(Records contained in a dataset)

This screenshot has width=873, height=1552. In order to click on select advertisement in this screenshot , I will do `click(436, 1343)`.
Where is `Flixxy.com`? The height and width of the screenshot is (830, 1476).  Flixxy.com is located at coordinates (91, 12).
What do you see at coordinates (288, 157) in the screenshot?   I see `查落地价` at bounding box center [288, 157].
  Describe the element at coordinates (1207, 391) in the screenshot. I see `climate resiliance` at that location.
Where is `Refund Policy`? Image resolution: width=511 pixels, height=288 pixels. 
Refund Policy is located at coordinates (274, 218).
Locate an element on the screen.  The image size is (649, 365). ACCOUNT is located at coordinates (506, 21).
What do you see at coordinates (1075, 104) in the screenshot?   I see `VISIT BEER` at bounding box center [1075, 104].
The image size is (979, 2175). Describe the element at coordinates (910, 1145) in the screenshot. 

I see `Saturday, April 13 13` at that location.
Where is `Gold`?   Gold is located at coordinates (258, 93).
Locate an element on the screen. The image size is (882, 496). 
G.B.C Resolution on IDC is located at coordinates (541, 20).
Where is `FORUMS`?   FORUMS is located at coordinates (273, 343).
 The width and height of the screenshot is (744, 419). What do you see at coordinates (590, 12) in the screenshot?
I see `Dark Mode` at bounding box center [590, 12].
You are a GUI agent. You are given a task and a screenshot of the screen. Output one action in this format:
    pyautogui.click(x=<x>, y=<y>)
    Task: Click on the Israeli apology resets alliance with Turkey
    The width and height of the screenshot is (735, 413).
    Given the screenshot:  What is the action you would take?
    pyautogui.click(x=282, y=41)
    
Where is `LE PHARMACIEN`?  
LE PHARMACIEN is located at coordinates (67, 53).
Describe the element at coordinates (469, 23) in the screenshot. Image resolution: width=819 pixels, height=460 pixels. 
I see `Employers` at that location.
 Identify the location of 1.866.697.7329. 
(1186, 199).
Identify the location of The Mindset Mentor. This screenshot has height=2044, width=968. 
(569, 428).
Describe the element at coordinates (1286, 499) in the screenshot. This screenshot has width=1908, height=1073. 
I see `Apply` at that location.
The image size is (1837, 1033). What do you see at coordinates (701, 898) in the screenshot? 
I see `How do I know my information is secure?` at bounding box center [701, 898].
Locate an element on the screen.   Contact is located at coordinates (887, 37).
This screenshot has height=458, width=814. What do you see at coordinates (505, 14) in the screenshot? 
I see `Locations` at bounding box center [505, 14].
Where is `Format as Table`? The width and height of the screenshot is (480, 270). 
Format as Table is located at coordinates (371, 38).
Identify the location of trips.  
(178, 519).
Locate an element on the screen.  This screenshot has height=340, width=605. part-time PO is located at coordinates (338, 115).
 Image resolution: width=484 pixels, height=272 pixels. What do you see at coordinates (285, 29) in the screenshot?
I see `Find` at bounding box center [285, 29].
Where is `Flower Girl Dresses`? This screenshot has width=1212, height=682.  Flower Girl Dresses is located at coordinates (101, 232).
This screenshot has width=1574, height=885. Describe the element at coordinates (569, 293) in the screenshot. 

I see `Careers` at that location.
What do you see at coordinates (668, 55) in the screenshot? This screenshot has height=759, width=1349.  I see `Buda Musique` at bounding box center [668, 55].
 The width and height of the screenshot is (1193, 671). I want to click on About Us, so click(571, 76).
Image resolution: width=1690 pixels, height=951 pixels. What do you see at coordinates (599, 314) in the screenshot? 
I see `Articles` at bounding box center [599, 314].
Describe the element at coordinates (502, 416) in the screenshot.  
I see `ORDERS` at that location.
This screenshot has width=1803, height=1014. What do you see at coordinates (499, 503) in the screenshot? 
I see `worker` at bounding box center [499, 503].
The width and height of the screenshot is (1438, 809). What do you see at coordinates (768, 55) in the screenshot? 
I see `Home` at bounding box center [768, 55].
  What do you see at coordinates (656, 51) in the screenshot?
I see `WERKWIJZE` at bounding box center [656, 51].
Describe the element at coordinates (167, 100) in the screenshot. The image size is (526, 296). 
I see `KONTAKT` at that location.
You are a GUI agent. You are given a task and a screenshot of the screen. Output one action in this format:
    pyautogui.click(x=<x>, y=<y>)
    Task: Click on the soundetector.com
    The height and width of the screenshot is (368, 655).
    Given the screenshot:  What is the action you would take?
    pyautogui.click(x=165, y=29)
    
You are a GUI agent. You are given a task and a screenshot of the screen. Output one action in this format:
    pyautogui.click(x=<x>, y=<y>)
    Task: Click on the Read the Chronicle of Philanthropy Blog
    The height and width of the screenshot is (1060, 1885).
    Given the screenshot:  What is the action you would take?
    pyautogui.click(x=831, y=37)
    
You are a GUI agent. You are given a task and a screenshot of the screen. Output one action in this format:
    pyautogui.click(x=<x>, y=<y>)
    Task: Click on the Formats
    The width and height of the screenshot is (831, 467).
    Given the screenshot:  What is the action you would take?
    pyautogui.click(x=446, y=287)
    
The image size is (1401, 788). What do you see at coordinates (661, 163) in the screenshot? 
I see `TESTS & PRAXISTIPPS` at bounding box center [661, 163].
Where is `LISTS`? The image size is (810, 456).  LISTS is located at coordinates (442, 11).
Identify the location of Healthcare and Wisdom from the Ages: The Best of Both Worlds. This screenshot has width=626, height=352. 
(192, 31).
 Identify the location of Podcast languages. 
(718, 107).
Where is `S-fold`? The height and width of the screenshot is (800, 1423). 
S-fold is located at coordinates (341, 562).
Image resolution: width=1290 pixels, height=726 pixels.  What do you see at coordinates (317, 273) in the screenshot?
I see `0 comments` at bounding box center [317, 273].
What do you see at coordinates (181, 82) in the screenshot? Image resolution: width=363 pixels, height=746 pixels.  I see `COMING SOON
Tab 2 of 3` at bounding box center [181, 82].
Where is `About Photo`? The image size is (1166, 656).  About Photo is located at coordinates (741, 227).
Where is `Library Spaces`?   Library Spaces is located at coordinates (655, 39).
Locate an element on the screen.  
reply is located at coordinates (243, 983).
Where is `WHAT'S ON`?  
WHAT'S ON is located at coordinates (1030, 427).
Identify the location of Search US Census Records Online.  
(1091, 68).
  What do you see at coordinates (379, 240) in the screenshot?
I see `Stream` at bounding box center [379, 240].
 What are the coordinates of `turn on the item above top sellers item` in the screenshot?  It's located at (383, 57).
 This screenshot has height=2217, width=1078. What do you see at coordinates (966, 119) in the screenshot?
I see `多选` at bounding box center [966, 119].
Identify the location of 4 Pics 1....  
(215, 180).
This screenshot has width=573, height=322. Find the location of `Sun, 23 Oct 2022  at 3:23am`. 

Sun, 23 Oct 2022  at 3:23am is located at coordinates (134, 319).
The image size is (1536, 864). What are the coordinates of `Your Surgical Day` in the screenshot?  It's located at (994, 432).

**Assignment**
The records above must be set down again exactly as written.

**Response box**
This screenshot has width=873, height=1552. In order to click on select advertisement in this screenshot , I will do `click(436, 1343)`.
Where is `Flixxy.com`? The height and width of the screenshot is (830, 1476).  Flixxy.com is located at coordinates (91, 12).
What do you see at coordinates (288, 157) in the screenshot?   I see `查落地价` at bounding box center [288, 157].
  Describe the element at coordinates (1207, 391) in the screenshot. I see `climate resiliance` at that location.
Where is `Refund Policy`? Image resolution: width=511 pixels, height=288 pixels. 
Refund Policy is located at coordinates (274, 218).
Locate an element on the screen.  The image size is (649, 365). ACCOUNT is located at coordinates (506, 21).
What do you see at coordinates (1075, 104) in the screenshot?   I see `VISIT BEER` at bounding box center [1075, 104].
The image size is (979, 2175). Describe the element at coordinates (910, 1145) in the screenshot. 

I see `Saturday, April 13 13` at that location.
Where is `Gold`?   Gold is located at coordinates (258, 93).
Locate an element on the screen. The image size is (882, 496). 
G.B.C Resolution on IDC is located at coordinates (541, 20).
Where is `FORUMS`?   FORUMS is located at coordinates (273, 343).
 The width and height of the screenshot is (744, 419). What do you see at coordinates (590, 12) in the screenshot?
I see `Dark Mode` at bounding box center [590, 12].
You are a GUI agent. You are given a task and a screenshot of the screen. Output one action in this format:
    pyautogui.click(x=<x>, y=<y>)
    Task: Click on the Israeli apology resets alliance with Turkey
    The width and height of the screenshot is (735, 413).
    Given the screenshot:  What is the action you would take?
    pyautogui.click(x=282, y=41)
    
Where is `LE PHARMACIEN`?  
LE PHARMACIEN is located at coordinates (67, 53).
Describe the element at coordinates (469, 23) in the screenshot. Image resolution: width=819 pixels, height=460 pixels. 
I see `Employers` at that location.
 Identify the location of 1.866.697.7329. 
(1186, 199).
Identify the location of The Mindset Mentor. This screenshot has height=2044, width=968. 
(569, 428).
Describe the element at coordinates (1286, 499) in the screenshot. This screenshot has width=1908, height=1073. 
I see `Apply` at that location.
The image size is (1837, 1033). What do you see at coordinates (701, 898) in the screenshot? 
I see `How do I know my information is secure?` at bounding box center [701, 898].
Locate an element on the screen.   Contact is located at coordinates (887, 37).
This screenshot has height=458, width=814. What do you see at coordinates (505, 14) in the screenshot? 
I see `Locations` at bounding box center [505, 14].
Where is `Format as Table`? The width and height of the screenshot is (480, 270). 
Format as Table is located at coordinates (371, 38).
Identify the location of trips.  
(178, 519).
Locate an element on the screen.  This screenshot has height=340, width=605. part-time PO is located at coordinates (338, 115).
 Image resolution: width=484 pixels, height=272 pixels. What do you see at coordinates (285, 29) in the screenshot?
I see `Find` at bounding box center [285, 29].
Where is `Flower Girl Dresses`? This screenshot has width=1212, height=682.  Flower Girl Dresses is located at coordinates (101, 232).
This screenshot has width=1574, height=885. Describe the element at coordinates (569, 293) in the screenshot. 

I see `Careers` at that location.
What do you see at coordinates (668, 55) in the screenshot? This screenshot has height=759, width=1349.  I see `Buda Musique` at bounding box center [668, 55].
 The width and height of the screenshot is (1193, 671). I want to click on About Us, so click(571, 76).
Image resolution: width=1690 pixels, height=951 pixels. What do you see at coordinates (599, 314) in the screenshot? 
I see `Articles` at bounding box center [599, 314].
Describe the element at coordinates (502, 416) in the screenshot.  
I see `ORDERS` at that location.
This screenshot has width=1803, height=1014. What do you see at coordinates (499, 503) in the screenshot? 
I see `worker` at bounding box center [499, 503].
The width and height of the screenshot is (1438, 809). What do you see at coordinates (768, 55) in the screenshot? 
I see `Home` at bounding box center [768, 55].
  What do you see at coordinates (656, 51) in the screenshot?
I see `WERKWIJZE` at bounding box center [656, 51].
Describe the element at coordinates (167, 100) in the screenshot. The image size is (526, 296). 
I see `KONTAKT` at that location.
You are a GUI agent. You are given a task and a screenshot of the screen. Output one action in this format:
    pyautogui.click(x=<x>, y=<y>)
    Task: Click on the soundetector.com
    The height and width of the screenshot is (368, 655).
    Given the screenshot:  What is the action you would take?
    pyautogui.click(x=165, y=29)
    
You are a GUI agent. You are given a task and a screenshot of the screen. Output one action in this format:
    pyautogui.click(x=<x>, y=<y>)
    Task: Click on the Read the Chronicle of Philanthropy Blog
    The height and width of the screenshot is (1060, 1885).
    Given the screenshot:  What is the action you would take?
    pyautogui.click(x=831, y=37)
    
You are a GUI agent. You are given a task and a screenshot of the screen. Output one action in this format:
    pyautogui.click(x=<x>, y=<y>)
    Task: Click on the Formats
    The width and height of the screenshot is (831, 467).
    Given the screenshot:  What is the action you would take?
    pyautogui.click(x=446, y=287)
    
The image size is (1401, 788). What do you see at coordinates (661, 163) in the screenshot? 
I see `TESTS & PRAXISTIPPS` at bounding box center [661, 163].
Where is `LISTS`? The image size is (810, 456).  LISTS is located at coordinates (442, 11).
Identify the location of Healthcare and Wisdom from the Ages: The Best of Both Worlds. This screenshot has width=626, height=352. 
(192, 31).
 Identify the location of Podcast languages. 
(718, 107).
Where is `S-fold`? The height and width of the screenshot is (800, 1423). 
S-fold is located at coordinates (341, 562).
Image resolution: width=1290 pixels, height=726 pixels.  What do you see at coordinates (317, 273) in the screenshot?
I see `0 comments` at bounding box center [317, 273].
What do you see at coordinates (181, 82) in the screenshot? Image resolution: width=363 pixels, height=746 pixels.  I see `COMING SOON
Tab 2 of 3` at bounding box center [181, 82].
Where is `About Photo`? The image size is (1166, 656).  About Photo is located at coordinates (741, 227).
Where is `Library Spaces`?   Library Spaces is located at coordinates (655, 39).
Locate an element on the screen.  
reply is located at coordinates (243, 983).
Where is `WHAT'S ON`?  
WHAT'S ON is located at coordinates (1030, 427).
Identify the location of Search US Census Records Online.  
(1091, 68).
  What do you see at coordinates (379, 240) in the screenshot?
I see `Stream` at bounding box center [379, 240].
 What are the coordinates of `turn on the item above top sellers item` in the screenshot?  It's located at (383, 57).
 This screenshot has height=2217, width=1078. What do you see at coordinates (966, 119) in the screenshot?
I see `多选` at bounding box center [966, 119].
Identify the location of 4 Pics 1....  
(215, 180).
This screenshot has width=573, height=322. Find the location of `Sun, 23 Oct 2022  at 3:23am`. 

Sun, 23 Oct 2022  at 3:23am is located at coordinates (134, 319).
The image size is (1536, 864). What are the coordinates of `Your Surgical Day` in the screenshot?  It's located at (994, 432).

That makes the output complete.